All entries need to be written out verbatim, with pictures omitted.

◆ **Records drawn from a dataset**
[Start of section]
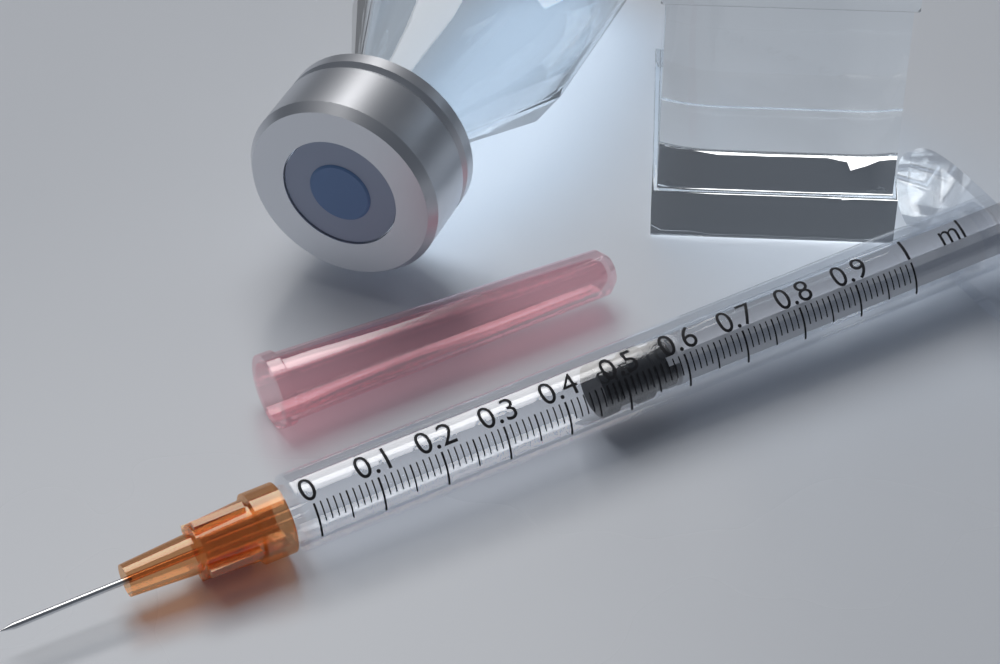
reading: 0.47 ml
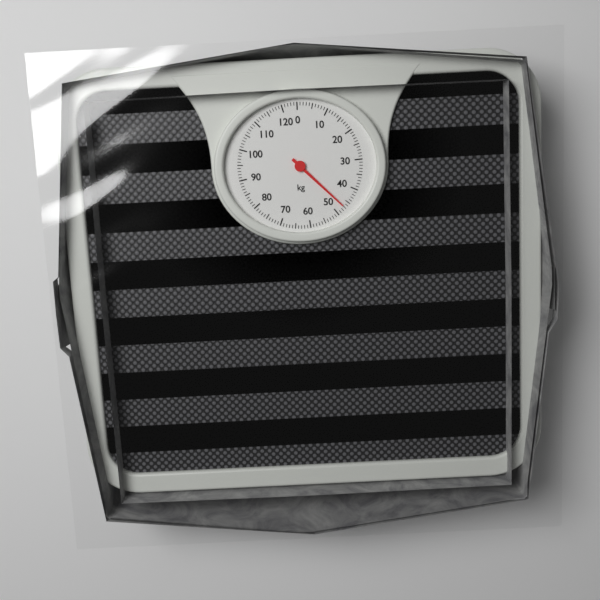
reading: 47 kg
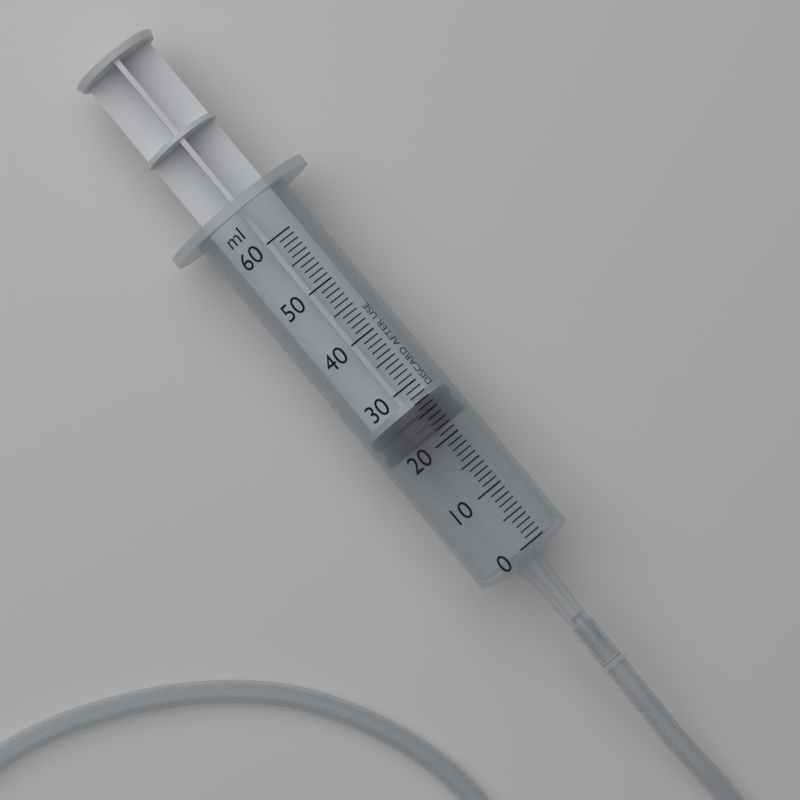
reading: 22 ml
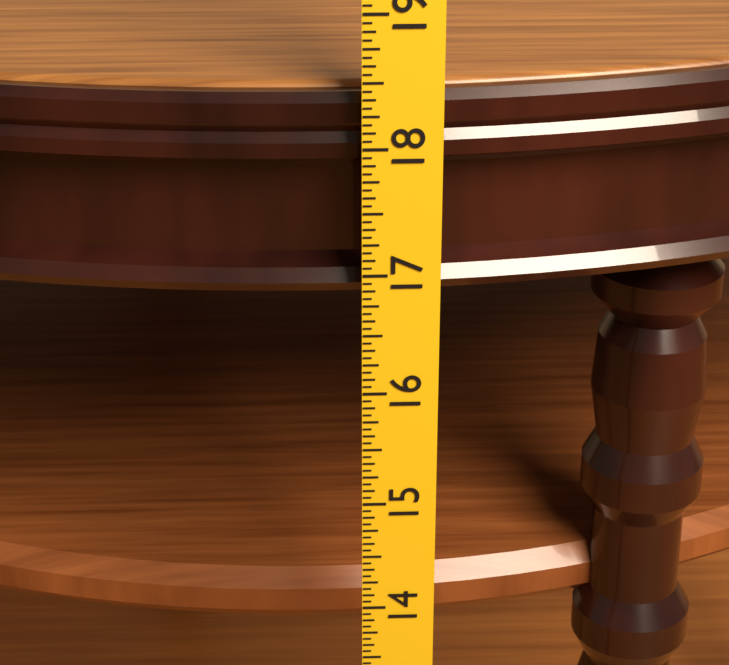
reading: 18.3750 in
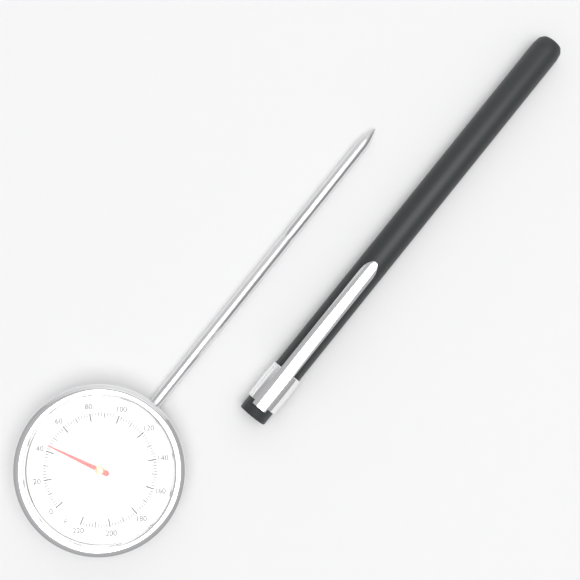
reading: 44 °F
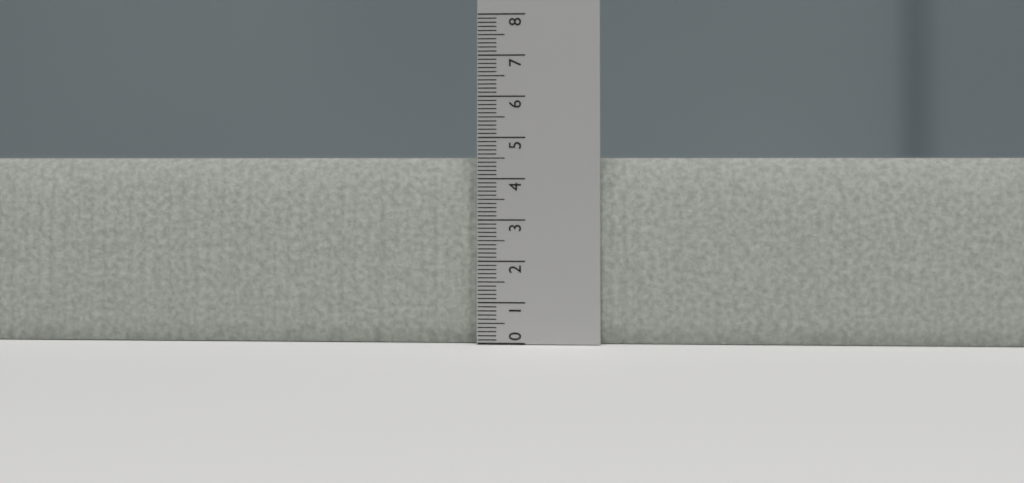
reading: 4.5 (no unit)
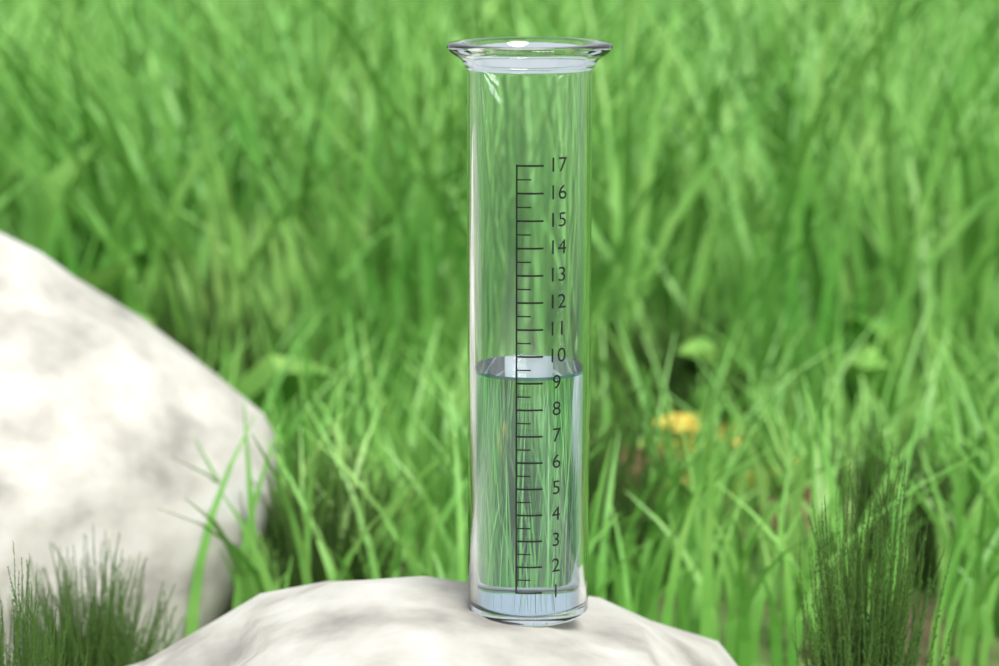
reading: 9.2 (no unit)
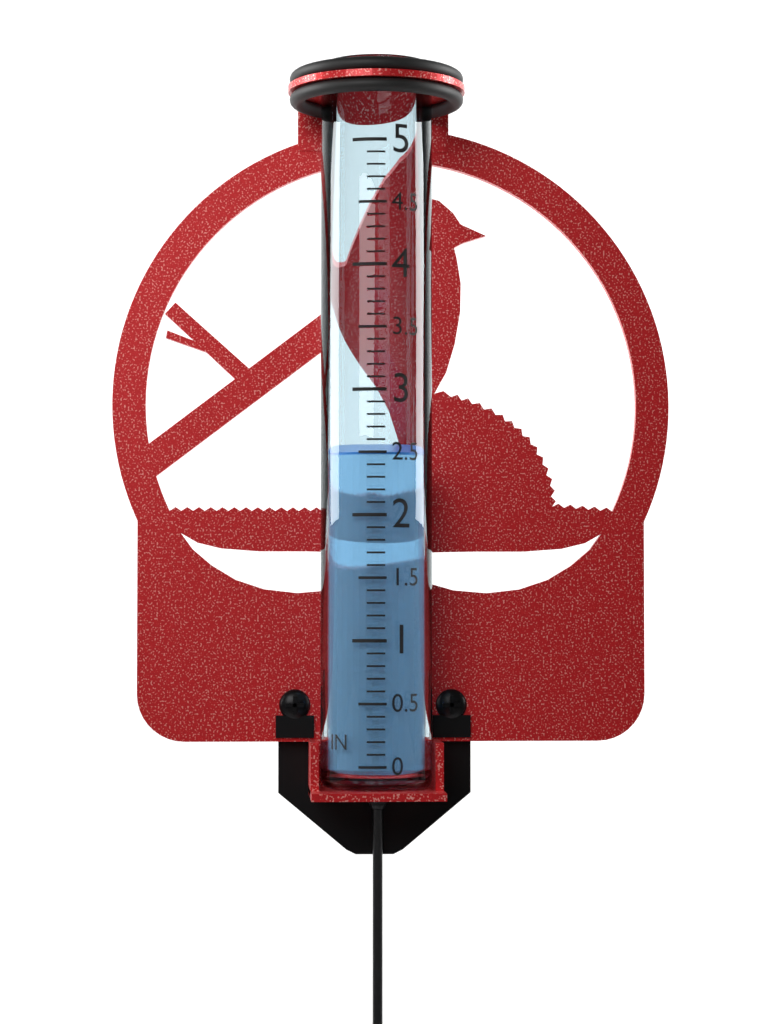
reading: 2.5 in
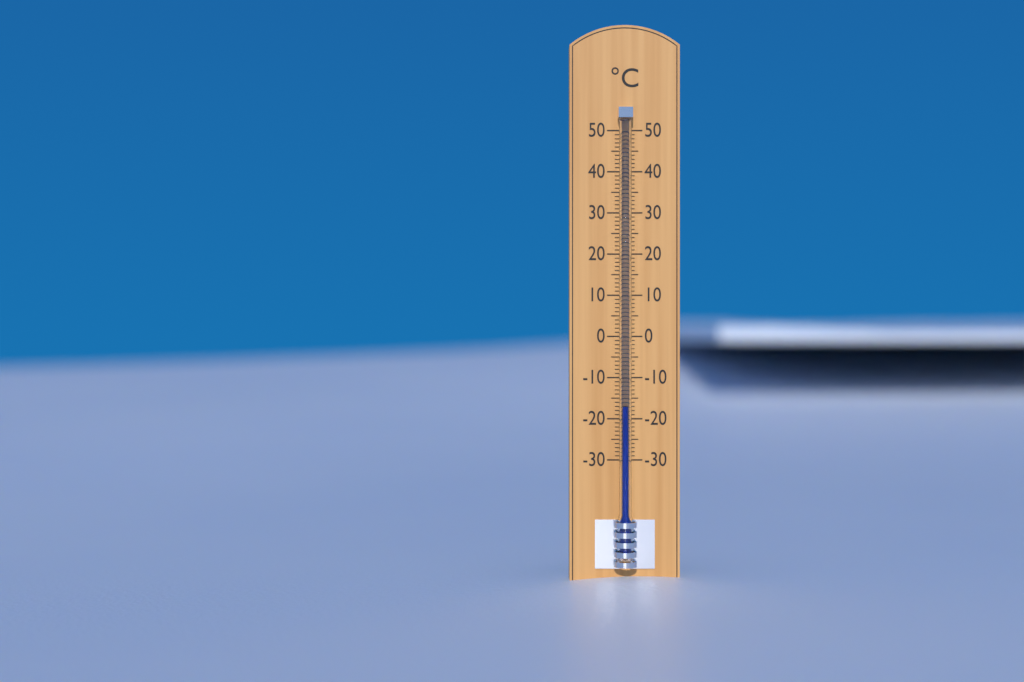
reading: -17 °C
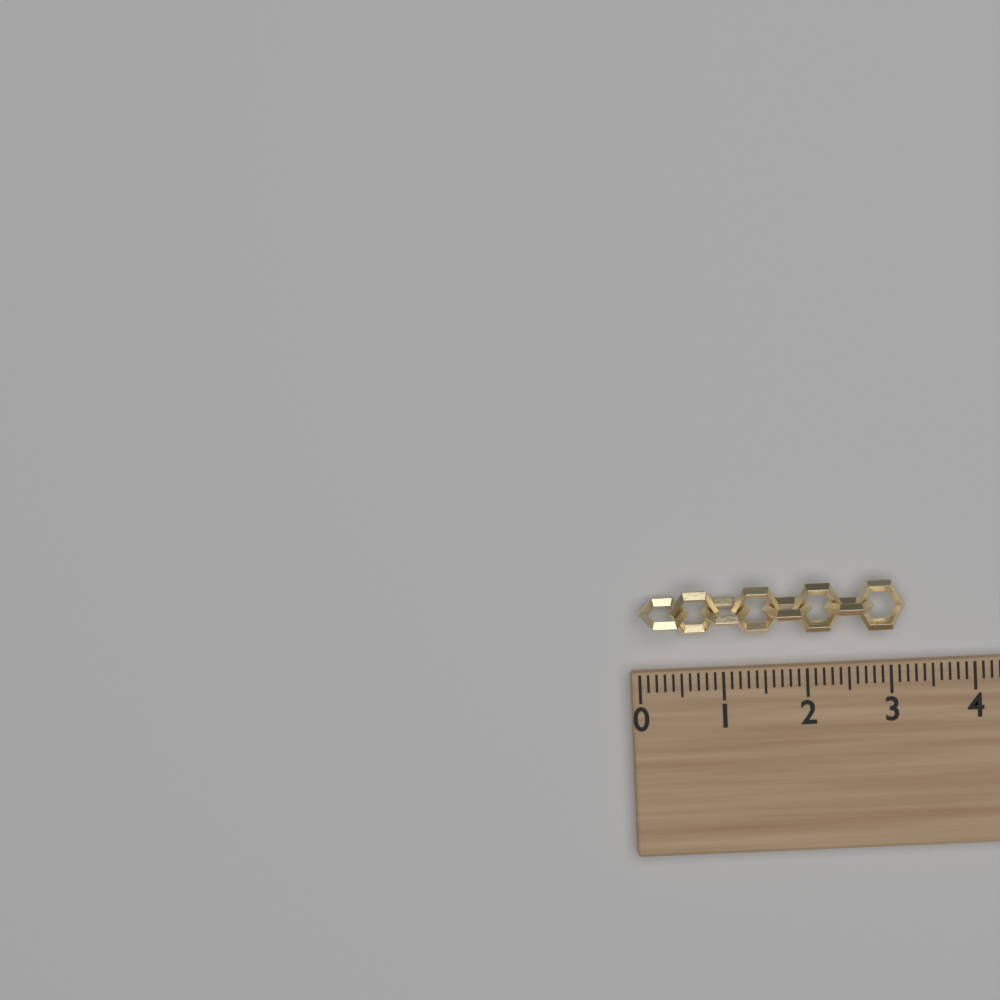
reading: 3.2 (no unit)
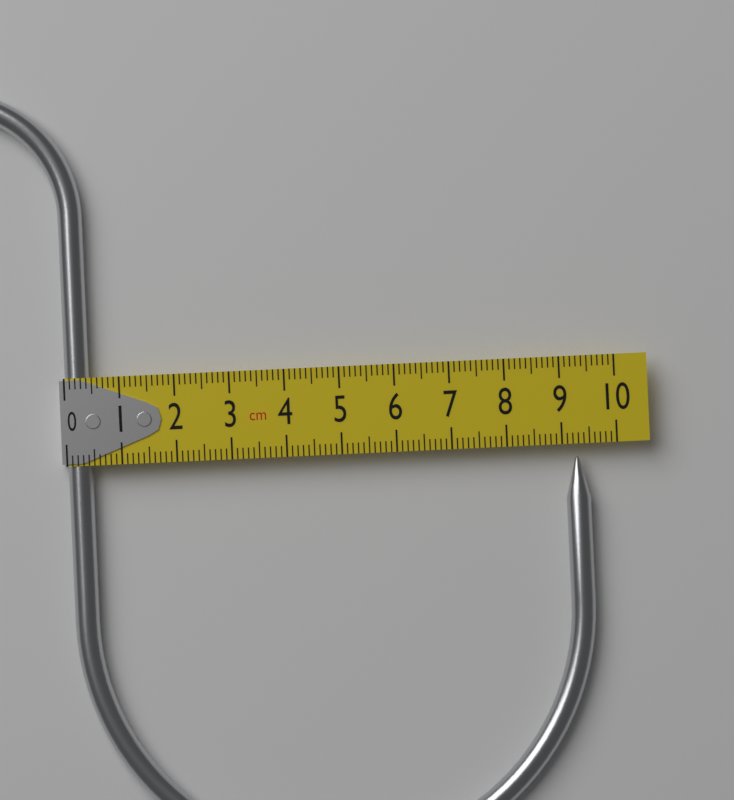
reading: 9.5 cm
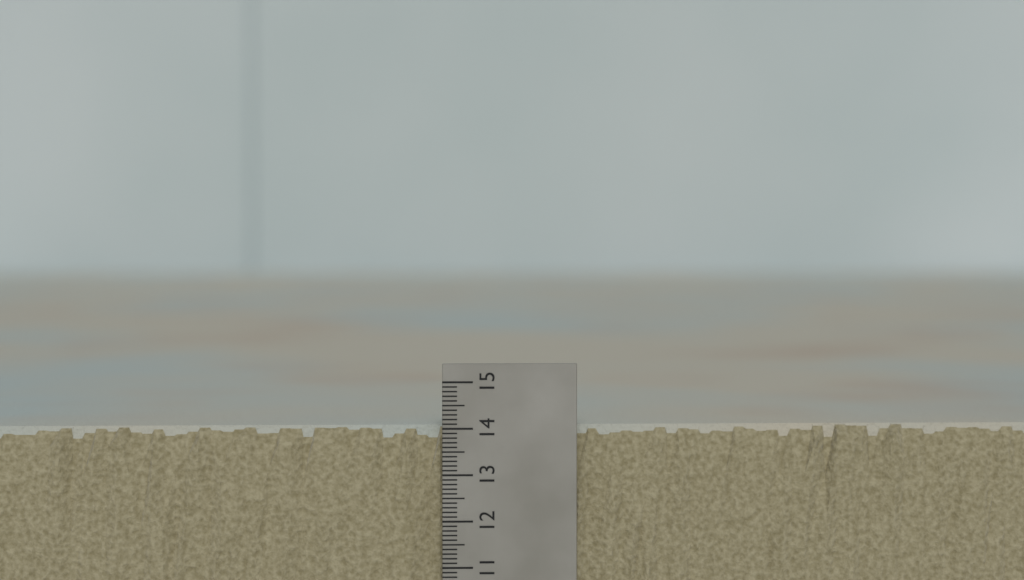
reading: 14.0 (no unit)
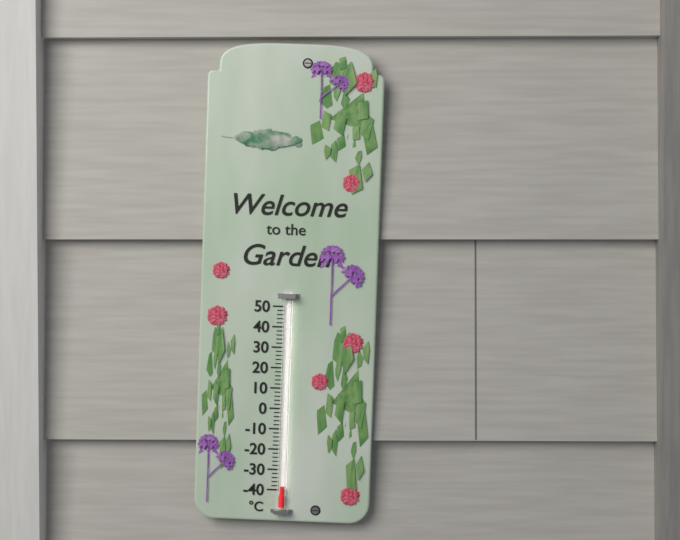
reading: -38 °C
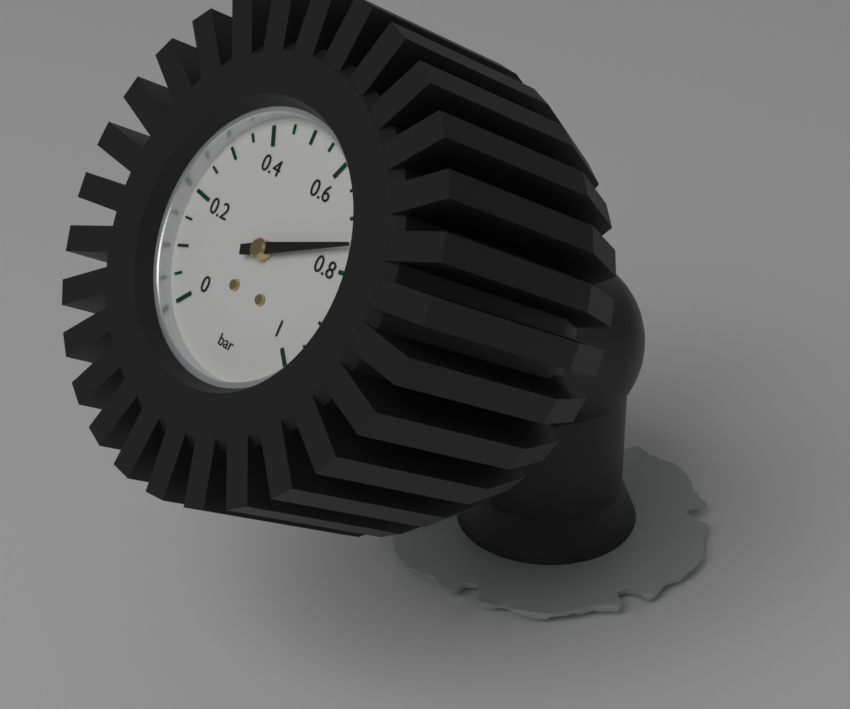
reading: 0.75 bar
[End of section]
◆ **Task result**
reading: 0.47 ml
reading: 47 kg
reading: 22 ml
reading: 18.3750 in
reading: 44 °F
reading: 4.5 (no unit)
reading: 9.2 (no unit)
reading: 2.5 in
reading: -17 °C
reading: 3.2 (no unit)
reading: 9.5 cm
reading: 14.0 (no unit)
reading: -38 °C
reading: 0.75 bar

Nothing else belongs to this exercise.